Pawlos of Tella (original) (raw)

Pawlos of Tella (first half of 7th cent.) [Syr. Orth.]

Bp. and translator. During the Persian invasion of Syria in the first decades of the 7th cent., Pawlos found refuge in Egypt. In the Enaton Monastery, near Alexandria, a team of scholars from Syria embarked on a major translation project. This included Tumo of Ḥarqel, whose name is connected with the Ḥarqlean version of the NT, and Pawlos of Tella who was responsible for the (probably first full) Syriac translation of the Septuagint (‘Syro-Hexapla’). According to the subscriptions of the Syro-Hexapla, the work was carried out between 613 and 617 (for these dates, see W. Baars,New Syro-Hexaplaric Texts [1968], 1).

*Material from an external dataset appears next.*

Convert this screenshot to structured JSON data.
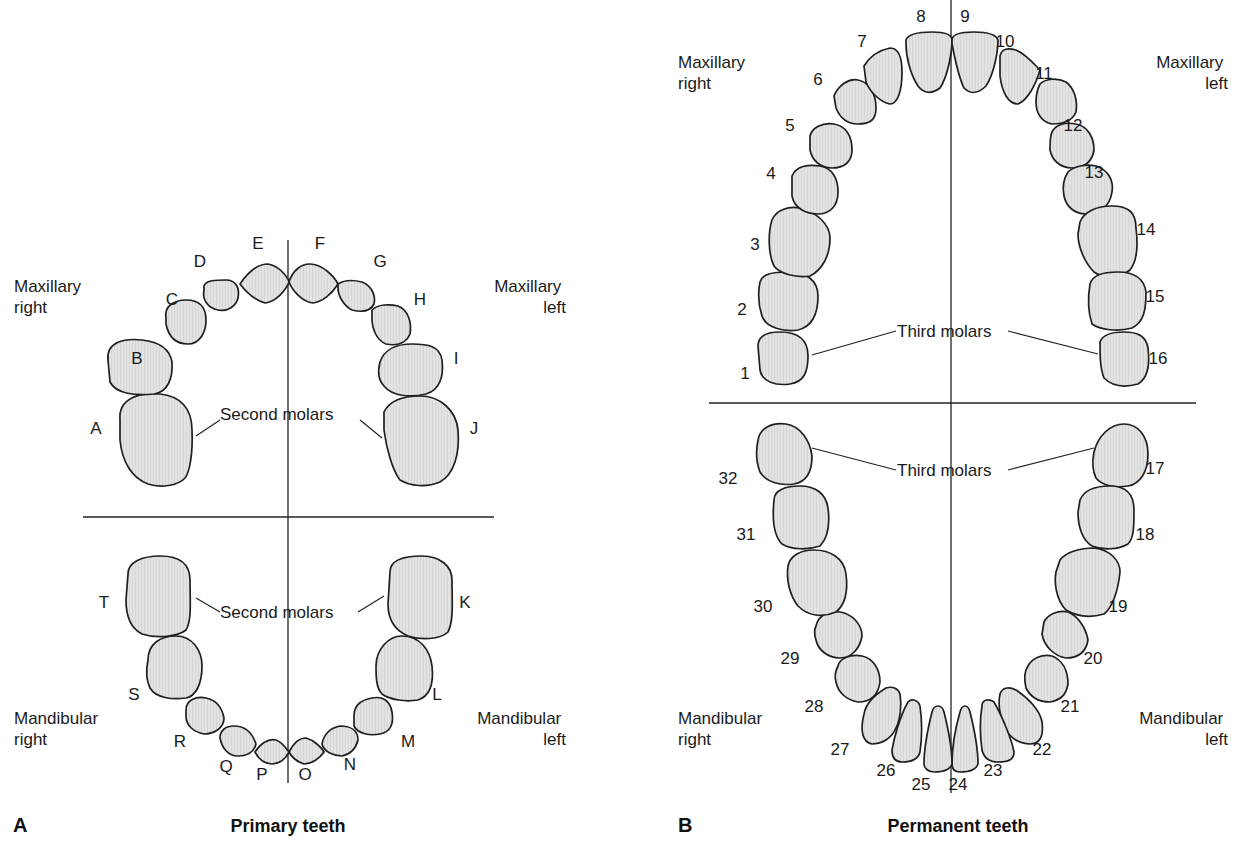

The possibility cannot be ruled out that Pawlos came to Egypt much earlier, but the evidence is rather thin. According to Honigmann, Pawlos was in the company of Tumo of Ḥarqel ‘and other bishops’ who in 599 were expelled from their sees during the persecution of Dometianus, the nephew of Emperor Maurice. Even though the name of Pawlos is not mentioned in the sources (e.g., Michael Rabo X.25 = vol. 4, 391; FT 381), a bp. of Tella is mentioned among those who returned after the persecution (ibid., vol. 4, 390; FT 380). If this anonymous bp. indeed would be Pawlos, he must have traveled back to Egypt a few years later for the second time.

In addition to the Syro-Hexapla, Pawlos is mentioned as the translator of a baptismal order attributed to Severus of Antioch, which is preserved in mss. Brit. Libr. Add. 14,495 (f. 68v; Wright, Catalogue, vol. I, 228) and 14,499 (f. 65r; Catalogue, vol. I, 229b–30a). An original Syriac_sedro_ composed by Pawlos exists in ms. Paris, Bibl. Nat. Syr. 75 (f. 134v; Zotenberg, Catalogues, 47a). The Syriac translation of the pericope John 7:50–8:12 (absent from thePeshitta and Ḥarqlean), which is sometimes attributed to Pawlos of Tella, probably does not belong to him, but to Pawla of Edessa. Pawlos’s translation work, just as Tumo’s, is characterized by an attempt to imitate the morphology, syntax, and word order of the Greek original (in general, see Greek, Syriac translations from).